Monday 7 January 2013

Quids In, Kids Out

Some good news. My claim has been approved. So for now at least I can claim ESA. Now I will have to fill in that ESA50 form and send it to them (at the last minute of course), so I should be good until at least the end of February, depending on how long they take in processing that form and getting back to me about an appointment. Last time they wrote back saying you need to book an appointment within a fortnight of receiving the letter, give or take a couple of days. I would assume that hasn't changed. Don't know when the money will clear into my account, hopefully tomorrow as the letter is dated the 3rd, which is last Thursday. 

So thanks to the people that have written nice things in the course of waiting for all of this.

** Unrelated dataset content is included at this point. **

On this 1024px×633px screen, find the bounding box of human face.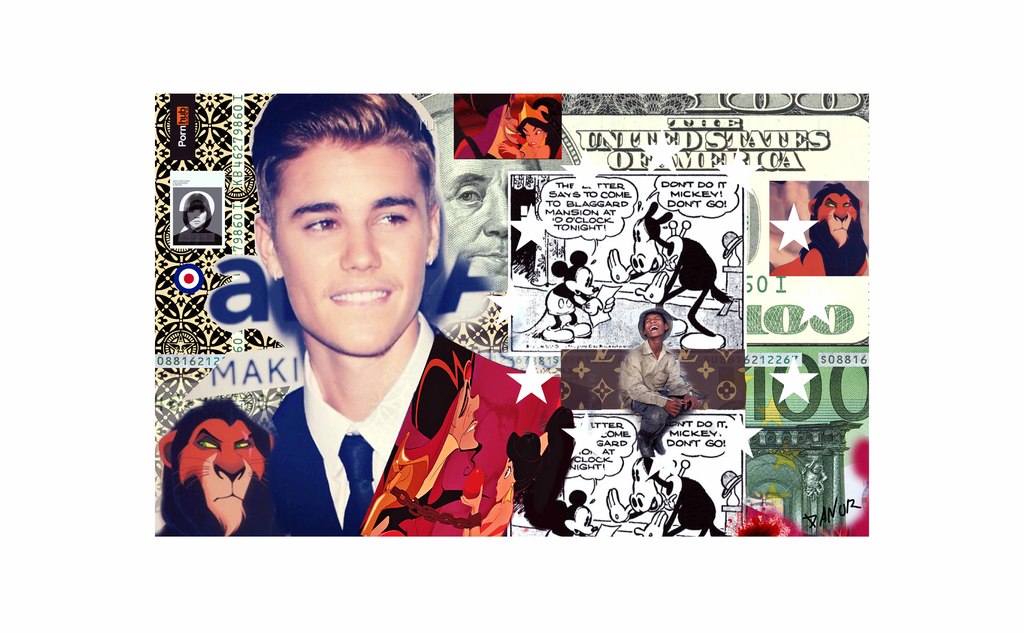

I'm glad it got sorted reasonably quickly, though there really has to be a better system than all of this. The benefit (pre assessment) is no different than what you get on JSA; considering ESA is employment support you'd think the two would be more compatible. I guess that's beyond the wit of the King of Universal Credit, who'd rather dream up an entirely new system and inflict that upon people, untested, during the biggest recession in living memory while the economic system dies on its arse.

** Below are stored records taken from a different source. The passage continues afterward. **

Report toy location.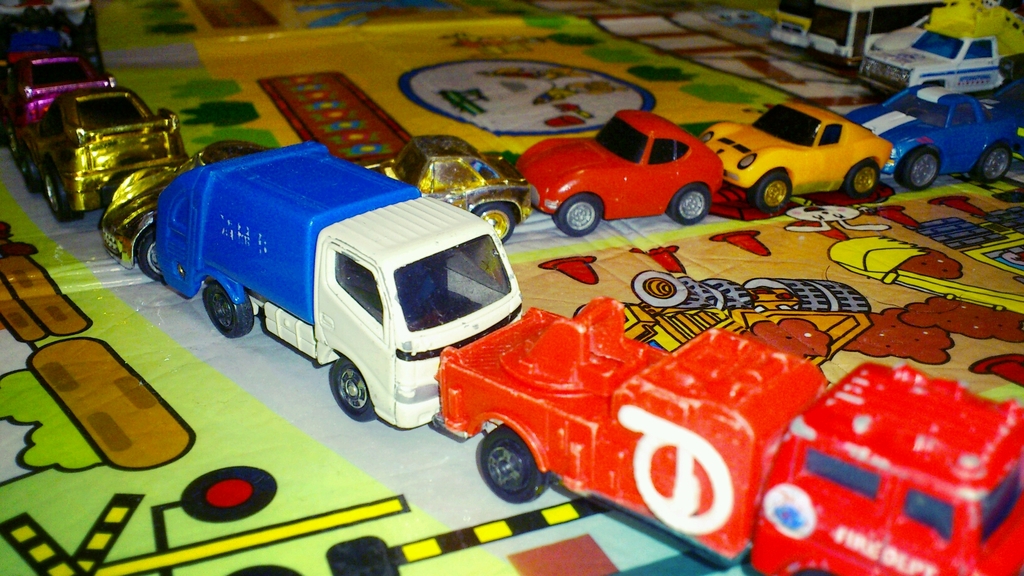
Report: bbox(517, 107, 727, 238).
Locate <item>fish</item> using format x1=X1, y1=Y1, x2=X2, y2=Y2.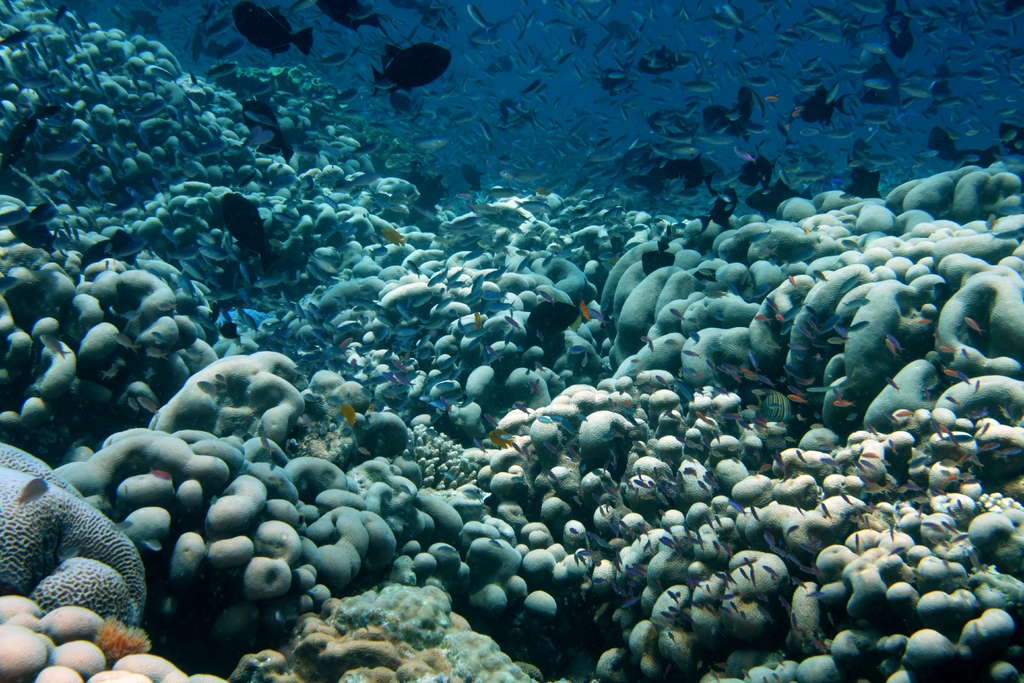
x1=85, y1=229, x2=152, y2=261.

Speaking of such matters, I notice that today the media is ablaze with the change to child tax credits. Am I the only one that regards such a clumsy change as more an exercise in propaganda. Do people really care that a few rich people (ironically including the Chancellor) claim a benefit they perhaps don't need? Surely so long as everyone is supported that needs help then what's the problem? No, instead it's more political misdirection; the debate doesn't focus on the injustice of a greedy chancellor who could easily have exercised some self control and not claimed what neither he nor his wife needs. It focuses on the usual hate rhetoric. All I've heard on the radio (the BBC, I should say) is the usual 'people spend their tax credits on booze and fags' or 'people shouldn't have kids they can't afgfgord' or 'people have kids so they can milk the system'. That last one is something I simply don't believe: anyone, if such few people exist, that thinks like that needs help. They are emotionally damaged and deserve help and support, not opprobrium and scorn.

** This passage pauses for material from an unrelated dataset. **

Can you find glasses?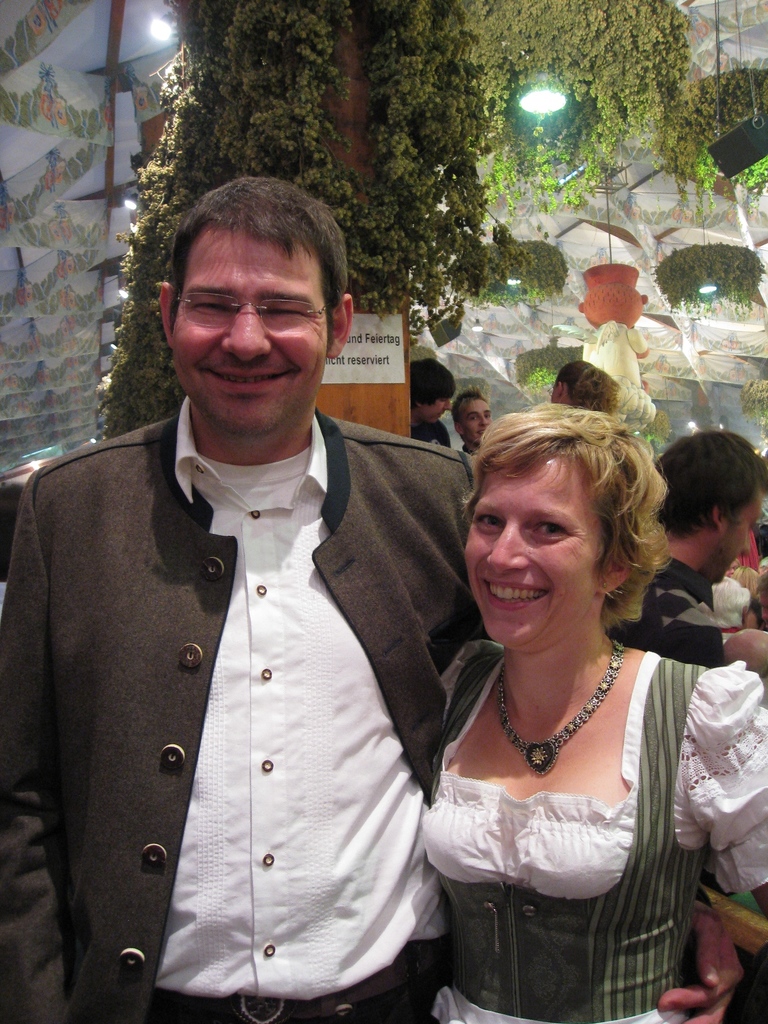
Yes, bounding box: [174,291,329,333].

This change isn't about fixing the system and it certainly isn't going to pay off the deficit (blah blah blah). It's another way to divide people. It's easy politics: look at the people that get tax credits that earn 50k - they don't need it. But will that money instead go toward helping people such as I've just mentioned? Of course not, such support is concurrently being chopped down with the axe of austerity. Besides which two parents of a kid can earn just under the threshold and still receive the benefit - and I bet there will still be plenty of George Osbourne's claiming CTC under just such situations; I'm sure his wife will put her affairs in order in such a way as to claim the credit that he clearly thought was his due, despite being a millionaire and a highly paid public servant (though given the attitude of the ruling elite you'd be forgiven for thinking they weren't).

4 comments:

  1. That's great news for you and I'm glad your claim was processed relatively quickly.

    I agree about child benefits - if wealthy people were simply willing to opt themselves out of claiming a benefit they clearly don't need there would have been no need to introduce this confusing and over-administered measure (is over-administered even a word lol). One thing that did cross my mind though, is if this does stick and child benefits are only paid to those who earn below a certain amount what's to stop the government imposing extra conditionality on those who do claim it? We already get fed propaganda about how benefit money is wasted on booze and fags; why wouldn't a future administration decide to impose stricter rules and even utilize smartcards for claimants as has been suggested for other benfits?

    Perhaps I'm just being paranoid...

    ReplyDelete
    Replies
    1. Of course the Tories would rather not pay child tax at all. Or indeed any benefits.

      Delete
  2. Any forms make a copy, check, double check, triple check. Anonymous its not paranoia when you KNOW they are coming after you.